1. KEYS – house keys, car keys, the key to the mystery of the universe (okay, not the last one, I’m keeping hold of that).

2. FILOFAX – yes, I still use a filofax. When I drop it, papers often fall out. One of these might be my drugs list (see 3).

3. PILLS – I take a lot of meds. At the moment, my 8am meds are two capsules and one tablet, when I am back on the drug trial study (hopefully next week if today’s blood test shows my Pacmans have increased) it will be three capsules and the tablet; at 2pm it’s just two capsules; at 8pm I take two capsules and two tablets. On top of that there are the ‘as necessary’ mega strong painkillers plus Paracetamol and Ibuprofen. Drop any or all of those and I apply the Five second rule

4. PEN – remember them? I use a pen most days. Dropping an ink pen in bed can be very messy.
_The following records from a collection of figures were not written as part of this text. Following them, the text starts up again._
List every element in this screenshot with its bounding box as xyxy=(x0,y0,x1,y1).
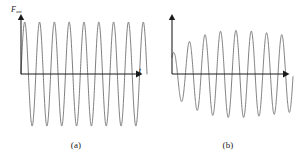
forced-oscillation-figure: Fext t (a) y t (b) xyxy=(0,0,304,168)
panel-a-y-axis-label: Fext xyxy=(11,6,21,14)
panel-a-caption: (a) xyxy=(0,140,152,150)
panel-a-plot xyxy=(0,0,152,146)
panel-a-x-axis-label: t xyxy=(139,67,141,75)
panel-b-caption: (b) xyxy=(152,140,304,150)
panel-b-axes xyxy=(169,14,290,77)
panel-a: Fext t (a) xyxy=(0,0,152,168)
panel-b-plot xyxy=(152,0,304,146)
panel-a-y-axis-subscript: ext xyxy=(16,9,21,14)
panel-b: y t (b) xyxy=(152,0,304,168)
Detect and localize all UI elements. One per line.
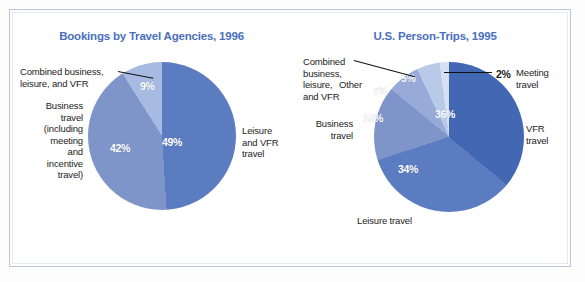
left-label-business-line4: meeting: [17, 135, 83, 147]
right-label-business-line1: Business: [297, 118, 353, 130]
left-label-business-line2: travel: [17, 112, 83, 124]
right-label-business: Business travel: [297, 118, 353, 141]
left-label-combined: Combined business, leisure, and VFR: [20, 66, 124, 89]
right-label-vfr-line2: travel: [526, 135, 572, 147]
right-chart-panel: U.S. Person-Trips, 1995 36% 34% 16% 7% 5…: [294, 0, 576, 282]
left-label-combined-line2: leisure, and VFR: [20, 78, 124, 90]
right-slice-value-business: 16%: [363, 112, 383, 124]
left-label-leisure-line2: and VFR: [242, 137, 294, 149]
right-label-vfr-line1: VFR: [526, 123, 572, 135]
right-label-combined-line2: business,: [303, 68, 359, 80]
left-label-business-line1: Business: [17, 100, 83, 112]
right-label-other: Other: [339, 79, 373, 91]
left-label-business-line5: and: [17, 146, 83, 158]
left-chart-panel: Bookings by Travel Agencies, 1996 49% 42…: [9, 0, 294, 282]
right-slice-value-other: 7%: [373, 85, 388, 97]
right-slice-value-vfr: 36%: [435, 108, 455, 120]
left-label-leisure-line3: travel: [242, 148, 294, 160]
right-label-meeting-line2: travel: [516, 79, 572, 91]
right-slice-value-leisure: 34%: [398, 163, 418, 175]
right-label-business-line2: travel: [297, 130, 353, 142]
right-label-combined-line4: and VFR: [303, 91, 359, 103]
left-label-business-line6: incentive: [17, 158, 83, 170]
right-leader-meeting: [444, 72, 492, 73]
left-label-leisure: Leisure and VFR travel: [242, 125, 294, 160]
right-chart-title: U.S. Person-Trips, 1995: [294, 30, 576, 42]
right-pie-chart: [374, 62, 524, 212]
figure-page: Bookings by Travel Agencies, 1996 49% 42…: [0, 0, 585, 282]
right-label-meeting: Meeting travel: [516, 67, 572, 90]
left-chart-title: Bookings by Travel Agencies, 1996: [9, 30, 294, 42]
left-label-business-line7: travel): [17, 169, 83, 181]
left-slice-value-combined: 9%: [140, 80, 155, 92]
left-label-leisure-line1: Leisure: [242, 125, 294, 137]
right-leader-combined: [354, 60, 415, 77]
left-slice-value-leisure: 49%: [162, 136, 182, 148]
left-label-business-line3: (including: [17, 123, 83, 135]
left-slice-value-business: 42%: [110, 142, 130, 154]
right-label-meeting-line1: Meeting: [516, 67, 572, 79]
right-label-vfr: VFR travel: [526, 123, 572, 146]
right-label-leisure: Leisure travel: [357, 215, 447, 227]
right-label-combined-line1: Combined: [303, 56, 359, 68]
left-label-business: Business travel (including meeting and i…: [17, 100, 83, 181]
left-label-combined-line1: Combined business,: [20, 66, 124, 78]
right-slice-value-meeting: 2%: [496, 68, 511, 80]
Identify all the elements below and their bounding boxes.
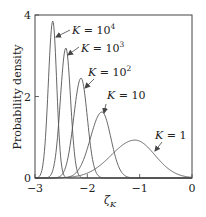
y-axis-title: Probability density — [11, 44, 24, 150]
x-axis-title: ζK — [104, 194, 117, 209]
annotation-arrow — [85, 79, 94, 88]
curve-annotations: K = 104K = 103K = 102K = 10K = 1 — [56, 22, 186, 151]
annotation-label: K = 10 — [106, 89, 145, 102]
annotation-arrow — [155, 142, 162, 151]
x-axis-ticks: −3−2−10 — [27, 174, 196, 195]
svg-text:ζK: ζK — [104, 194, 117, 209]
density-curve-4 — [35, 140, 192, 178]
annotation-label: K = 102 — [87, 64, 131, 79]
annotation-label: K = 104 — [71, 22, 115, 37]
x-tick-label: 0 — [189, 182, 196, 195]
y-tick-label: 2 — [24, 91, 31, 104]
annotation-arrow — [104, 104, 106, 113]
y-tick-label: 0 — [24, 172, 31, 185]
y-axis-ticks: 024 — [24, 9, 39, 185]
annotation-label: K = 103 — [80, 40, 124, 55]
annotation-arrow — [56, 30, 70, 37]
probability-density-chart: −3−2−10 024 Probability density ζK K = 1… — [0, 0, 206, 217]
x-tick-label: −2 — [79, 182, 95, 195]
y-tick-label: 4 — [24, 9, 31, 22]
annotation-label: K = 1 — [154, 129, 186, 142]
annotation-arrow — [68, 47, 79, 55]
x-tick-label: −1 — [132, 182, 148, 195]
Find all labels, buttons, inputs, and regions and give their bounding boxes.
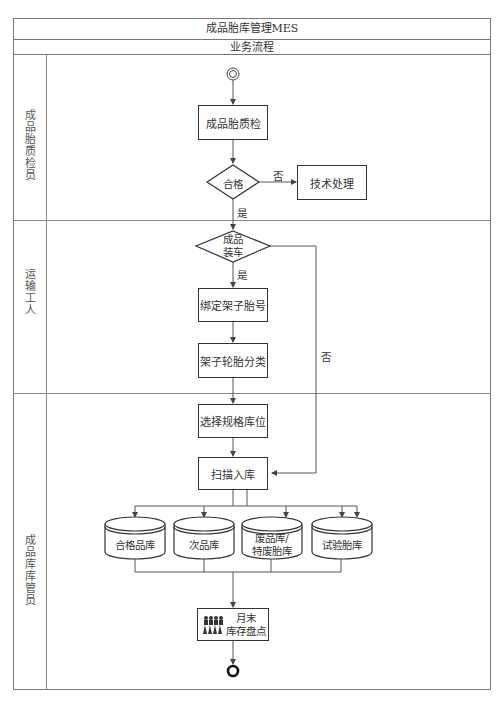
process-scan-in[interactable]: 扫描入库 <box>198 457 268 490</box>
store-qualified[interactable]: 合格品库 <box>105 539 165 552</box>
edge-label-no-2: 否 <box>321 349 331 364</box>
decision-loading[interactable]: 成品 装车 <box>219 233 247 259</box>
store-test[interactable]: 试验胎库 <box>312 539 372 552</box>
decision-loading-line2: 装车 <box>219 246 247 259</box>
store-scrap-label-line1: 废品库/ <box>242 532 302 545</box>
process-classify[interactable]: 架子轮胎分类 <box>198 343 268 378</box>
inventory-label-line1: 月末 <box>224 612 268 625</box>
process-monthly-inventory[interactable]: 月末 库存盘点 <box>197 608 269 641</box>
store-scrap-label-line2: 特废胎库 <box>242 545 302 558</box>
people-group-icon <box>202 615 224 635</box>
store-defective-label: 次品库 <box>174 539 234 552</box>
edge-label-yes-2: 是 <box>237 267 247 282</box>
store-cylinder-2 <box>174 517 234 559</box>
process-select-location[interactable]: 选择规格库位 <box>198 404 268 438</box>
edge-label-yes-1: 是 <box>237 205 247 220</box>
store-qualified-label: 合格品库 <box>105 539 165 552</box>
store-cylinder-4 <box>312 517 372 559</box>
process-inspect[interactable]: 成品胎质检 <box>198 105 268 140</box>
store-defective[interactable]: 次品库 <box>174 539 234 552</box>
store-test-label: 试验胎库 <box>312 539 372 552</box>
inventory-label-line2: 库存盘点 <box>224 625 268 638</box>
decision-loading-line1: 成品 <box>219 233 247 246</box>
edge-label-no-1: 否 <box>273 168 283 183</box>
start-node <box>227 68 239 80</box>
decision-qualified[interactable]: 合格 <box>220 176 246 191</box>
store-scrap[interactable]: 废品库/ 特废胎库 <box>242 532 302 558</box>
end-node <box>227 665 239 677</box>
inventory-label: 月末 库存盘点 <box>224 612 268 638</box>
process-tech[interactable]: 技术处理 <box>297 165 367 200</box>
store-cylinder-1 <box>105 517 165 559</box>
process-bind-rack[interactable]: 绑定架子胎号 <box>198 288 268 322</box>
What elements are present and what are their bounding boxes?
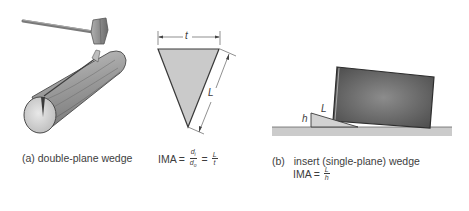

5. WALKING STICK – sometimes it’s not that I drop it, more that it has a life of its own and falls. This is pretty much a daily occurrence.

6. MAKE UP – when putting on mascara, dropping it can result in particularly attractive pseudo camouflage effects on the face.

7. SHAMPOO BOTTLE – this is not a huge problem in the shower except that the resulting excess of bubbles would rival any children’s party and, when it hits the bath, it’s loud.

8. MOBILE PHONE – the worst drop was into the snow. I applied the five second rule. Not that I ate my mobile but I picked it up and it worked – at first. I don’t own that mobile any more. Water damage.

9. EARRINGS – often these are actually studs which are very hard to find on the floor. They bounce.

10. LISTS – I make lists for all sorts of things. To-do lists, shopping lists, phone lists, repeated reminder lists. I may lose a list or drop a list. I sometimes don’t realise I’ve done either of these things and certainly can’t find it once it’s gone.

11. REBIF CAPSULE/NEEDLE – I don’t inject now so this is no longer an issue but I did once drop a needle and couldn’t find it at first. I used to inject in my bedroom so the thought of a random needle being on the floor was worrying. I found it later that night. Fortunately not by treading on it.

12. WATER BOTTLE – I am supposed to drink a lot of water. I have a lot of water bottles in lots of different rooms and two in my car. When I drop them at least it’s only water that spills.

13. CUTLERY – it’s annoying when I drop this particularly if there is yummy food on it. Especially if it’s the last mouthful of that food. Somehow it doesn’t seem right to apply the five second rule to food on cutlery.

14. DRINKING GLASS – smashing. Literally.

15. TOAST – not only does it land butter side down but the last time I dropped toast it had marmalade on. It landed marmalade side down. I was outside – does the five second rule still apply?
I ate it.

What’s the worst thing you’ve ever dropped?